Adelina Anthony performs and talks about her performance “Angry Xicana”

Angry Xicana

Laverne Cox has many youtube interviews and clips as a spokesperson and activist. In this clip, Laverne talks about her childhood as a transgender person of color.

Wu Tsang talks about the film “Wildness” and its portrayal of an immigrant LA queer bar and its surrounding community.

StormMiguel Florez performs “White Man’s Burden.”

Titica sings and dances “kuduro” song “Ablua.”

“TransGeneration” is a docuseries following transgender adolescents in college.

 

Pedagogical Rationale:

Trans theory of color is not an uncommon topic to encounter once you have explored a few texts in queer of color critique. Unfortunately, I believe mainstream media has not caught up with this theoretical surge, and the gap between what we theorize and the representations we find is quite evident. We understand the literature and film in this mini-course as representations of particular subject positions; the theory and fiction here will question, supplement, and problematize each other.

My target audience would be university students, preferably with some knowledge of Queer Studies, though not necessarily (it would certainly help due to the relative specificity and complexity of the topic) and especially others outside the university with a background and interest in the topic.

I selected texts that responded in some way to the themes chosen for each module. It was important to me to achieve some balance between a transnational breadth (within a global register of postnational connections) and a more rigorous study of cultural and historical specificity.

The two assignments are designed to be a light load to allow students to focus on reading the texts closely. The first assignment is made up of two reading responses. These are meant to deepen the connection between the theory and fiction as well as to allow students to shape their learning through their own themes and perspectives. The assignments should be read by all class members before coming to class. They should be a maximum of one page. The second and final assignment is a paper proposal. Since it is a mini-course, a full paper would probably be an overwhelming task. Instead, students will make a proposal that should include all the elements they would need to later draft their proposed paper. It will offer a chance for students to bring in new material (they will do some bibliographical research) and think about the connections between texts across modules.

The first module hopes to offer a background in transgender history via Stryker while pointing out the erasure of ethnic studies within the discipline and the marginalization of people of color in queer literature and theory. Paris is Burning is an interesting text to explore here because of its near-canonical status and widespread reception, which clashes with its often less than enthusiastic reception from queer theorists. This discrepancy offers a chance to investigate the role of the intellectual in the representation of trans people of color and a moment to ask: What is at stake when the presenter’s gaze attempts transparency?

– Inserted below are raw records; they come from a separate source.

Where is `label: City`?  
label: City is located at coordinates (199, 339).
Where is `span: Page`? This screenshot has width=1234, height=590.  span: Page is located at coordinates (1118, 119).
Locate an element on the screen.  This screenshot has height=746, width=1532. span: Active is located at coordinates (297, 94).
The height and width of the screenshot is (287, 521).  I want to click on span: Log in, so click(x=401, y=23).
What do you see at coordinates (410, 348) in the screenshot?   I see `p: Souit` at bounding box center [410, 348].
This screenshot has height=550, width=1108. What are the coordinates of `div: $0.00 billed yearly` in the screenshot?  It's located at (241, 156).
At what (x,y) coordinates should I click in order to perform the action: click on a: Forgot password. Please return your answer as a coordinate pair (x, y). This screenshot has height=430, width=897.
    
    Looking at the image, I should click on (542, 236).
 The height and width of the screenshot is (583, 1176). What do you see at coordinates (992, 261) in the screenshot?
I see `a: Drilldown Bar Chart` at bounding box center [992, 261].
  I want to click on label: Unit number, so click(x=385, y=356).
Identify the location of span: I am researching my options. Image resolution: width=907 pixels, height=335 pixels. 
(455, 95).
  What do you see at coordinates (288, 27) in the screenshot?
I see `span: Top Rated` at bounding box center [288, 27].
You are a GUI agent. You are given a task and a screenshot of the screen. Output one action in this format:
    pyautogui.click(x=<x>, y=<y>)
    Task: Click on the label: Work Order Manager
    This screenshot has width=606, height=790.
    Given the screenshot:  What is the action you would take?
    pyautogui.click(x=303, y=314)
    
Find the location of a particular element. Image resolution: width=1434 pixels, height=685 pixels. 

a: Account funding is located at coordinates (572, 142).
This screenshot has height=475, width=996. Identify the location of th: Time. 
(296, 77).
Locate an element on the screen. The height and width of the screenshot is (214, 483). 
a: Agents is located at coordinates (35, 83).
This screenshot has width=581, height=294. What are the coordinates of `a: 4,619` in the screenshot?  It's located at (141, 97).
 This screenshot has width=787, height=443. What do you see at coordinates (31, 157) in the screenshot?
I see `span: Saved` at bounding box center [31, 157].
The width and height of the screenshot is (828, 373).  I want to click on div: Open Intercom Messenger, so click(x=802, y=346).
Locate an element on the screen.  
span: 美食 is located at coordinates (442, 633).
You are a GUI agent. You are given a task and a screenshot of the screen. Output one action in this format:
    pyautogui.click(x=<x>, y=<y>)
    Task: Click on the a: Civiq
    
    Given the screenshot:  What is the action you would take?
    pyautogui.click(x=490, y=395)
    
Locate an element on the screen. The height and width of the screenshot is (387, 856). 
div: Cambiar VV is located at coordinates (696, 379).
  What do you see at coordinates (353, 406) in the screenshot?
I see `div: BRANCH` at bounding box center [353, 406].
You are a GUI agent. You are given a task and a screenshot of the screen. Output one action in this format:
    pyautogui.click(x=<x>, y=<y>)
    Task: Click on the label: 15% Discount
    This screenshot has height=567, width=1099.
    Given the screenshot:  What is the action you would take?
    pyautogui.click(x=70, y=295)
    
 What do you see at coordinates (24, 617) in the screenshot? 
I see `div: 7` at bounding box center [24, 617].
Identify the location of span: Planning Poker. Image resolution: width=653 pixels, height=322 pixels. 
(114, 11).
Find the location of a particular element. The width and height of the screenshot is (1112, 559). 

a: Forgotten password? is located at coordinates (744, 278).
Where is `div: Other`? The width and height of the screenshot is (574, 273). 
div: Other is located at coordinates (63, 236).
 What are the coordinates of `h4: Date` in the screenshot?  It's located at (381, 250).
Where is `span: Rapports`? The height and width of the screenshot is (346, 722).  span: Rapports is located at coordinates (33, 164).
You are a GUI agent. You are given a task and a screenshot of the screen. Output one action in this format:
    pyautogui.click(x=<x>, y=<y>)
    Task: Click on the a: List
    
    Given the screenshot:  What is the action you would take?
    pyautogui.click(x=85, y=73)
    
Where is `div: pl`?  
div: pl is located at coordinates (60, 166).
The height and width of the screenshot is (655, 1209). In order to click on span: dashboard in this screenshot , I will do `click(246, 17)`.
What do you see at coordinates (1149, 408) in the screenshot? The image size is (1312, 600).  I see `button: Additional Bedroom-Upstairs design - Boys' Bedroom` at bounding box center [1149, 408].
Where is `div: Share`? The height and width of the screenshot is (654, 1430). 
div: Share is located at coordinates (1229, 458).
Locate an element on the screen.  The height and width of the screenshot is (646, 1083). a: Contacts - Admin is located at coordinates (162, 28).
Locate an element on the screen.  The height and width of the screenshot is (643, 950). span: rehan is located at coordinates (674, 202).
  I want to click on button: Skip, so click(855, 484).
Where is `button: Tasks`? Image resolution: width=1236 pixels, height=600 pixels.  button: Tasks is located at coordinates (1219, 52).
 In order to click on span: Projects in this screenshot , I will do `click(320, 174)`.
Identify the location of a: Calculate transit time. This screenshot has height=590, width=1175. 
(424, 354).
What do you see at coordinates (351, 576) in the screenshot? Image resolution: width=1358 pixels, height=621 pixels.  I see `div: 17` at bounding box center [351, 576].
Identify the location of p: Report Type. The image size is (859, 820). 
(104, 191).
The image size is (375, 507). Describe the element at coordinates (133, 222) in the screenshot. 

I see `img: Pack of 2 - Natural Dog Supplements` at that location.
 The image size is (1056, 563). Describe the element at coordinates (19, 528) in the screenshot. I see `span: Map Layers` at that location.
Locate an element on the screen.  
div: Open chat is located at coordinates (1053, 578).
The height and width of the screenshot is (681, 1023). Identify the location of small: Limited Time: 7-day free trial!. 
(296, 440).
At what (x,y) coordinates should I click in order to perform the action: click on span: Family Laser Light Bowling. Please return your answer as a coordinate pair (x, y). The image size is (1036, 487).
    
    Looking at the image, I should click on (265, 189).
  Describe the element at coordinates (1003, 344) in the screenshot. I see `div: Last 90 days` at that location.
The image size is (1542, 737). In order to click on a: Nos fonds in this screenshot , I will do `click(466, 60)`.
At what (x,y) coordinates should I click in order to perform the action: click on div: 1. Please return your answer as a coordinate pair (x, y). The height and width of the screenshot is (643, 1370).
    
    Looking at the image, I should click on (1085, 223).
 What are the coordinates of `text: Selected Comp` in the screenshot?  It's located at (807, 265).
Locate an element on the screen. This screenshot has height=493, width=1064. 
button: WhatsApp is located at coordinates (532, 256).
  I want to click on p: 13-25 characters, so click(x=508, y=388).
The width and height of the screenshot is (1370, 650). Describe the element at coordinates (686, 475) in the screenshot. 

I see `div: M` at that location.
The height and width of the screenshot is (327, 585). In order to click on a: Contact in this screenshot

The second module recognizes the ubiquity of migration and the predominance of more globalized communities. To feel a sense of belonging and homeliness among exile and migration, and among people that are often denied access to societal rights and benefits, a strategy for coalition must be drafted. Since intersectionality was assumed as the strategy for coalition in queer of color critique for a while, I wanted to include a piece that confronts this assumption. Anzaldúa is listed here to remind us of the relationship between race, gender, and colonialism and imperialism.

The third module has more to do with speaking possibilities and the politics of communication—of effectively engaging with the other and building a space of commonality and understanding. I chose Sexile/Sexilio as the fictional text because of its strong use of (political, social, racial, and gendered) censorship as a narrative trope.

Finally, the fourth module presents the possibility of further transdisciplinary work and mutual collaboration between queer and ethnic studies. I chose Muñoz’s piece as a reminder of individual struggles that run counter to some more optimistic theoretical elucidations but that are grounded on specific material and historical realities.

The handouts are designed to supplement class discussion, while the youtube links are meant to offer a tiny sample of trans of color people in popular culture. I decided to include handouts to encourage discussion of and provide background information on the more dense texts. Sandy Stone, for example, is writing a very targeted reaction against theorists that preceded her, so a lot can be gained from reading such theorists. Although we are not reading Haraway during the course, the Stanford essay on cyborgs and mestizas helps establish a more visible link between cyborg politics, transgender theory, and queer of color critique. It will also be helpful in understanding Puar’s article. The Stryker quote in the Paper Dolls handout is meant specifically to open up a conversation regarding the relationship between the private and the political. Since Manansalan writes directly on Paper Dolls and will not be read in class, it will probably be helpful to discuss excerpts of the article in class. Finally, the handouts for Spivak and Anzaldúa are there to provide focus in otherwise very hard to approach texts. I also wanted to make sure that Spivak was not left alone in the zone of dense theory and was used to rethink other authors. This is in part the reason I paired the two feminist theorists in my reading questions. Hopefully, the recommended texts will be used to fill some of the gaps that will inevitably rise in such a short and packed course.

Handouts

I. Background for understanding Sandy Stone’s manifesto

1. Janice Raymond’s The Transsexual Empire: The Making of the She-Male (1979):

All transsexuals rape women’s bodies by reducing the real female form to an artifact, appropriating this body for themselves. However, the transsexually constructed lesbian-feminist violates women’s sexuality and spirit, as well. Rape, although it is usually done by force, can also be accomplished by deception. (104)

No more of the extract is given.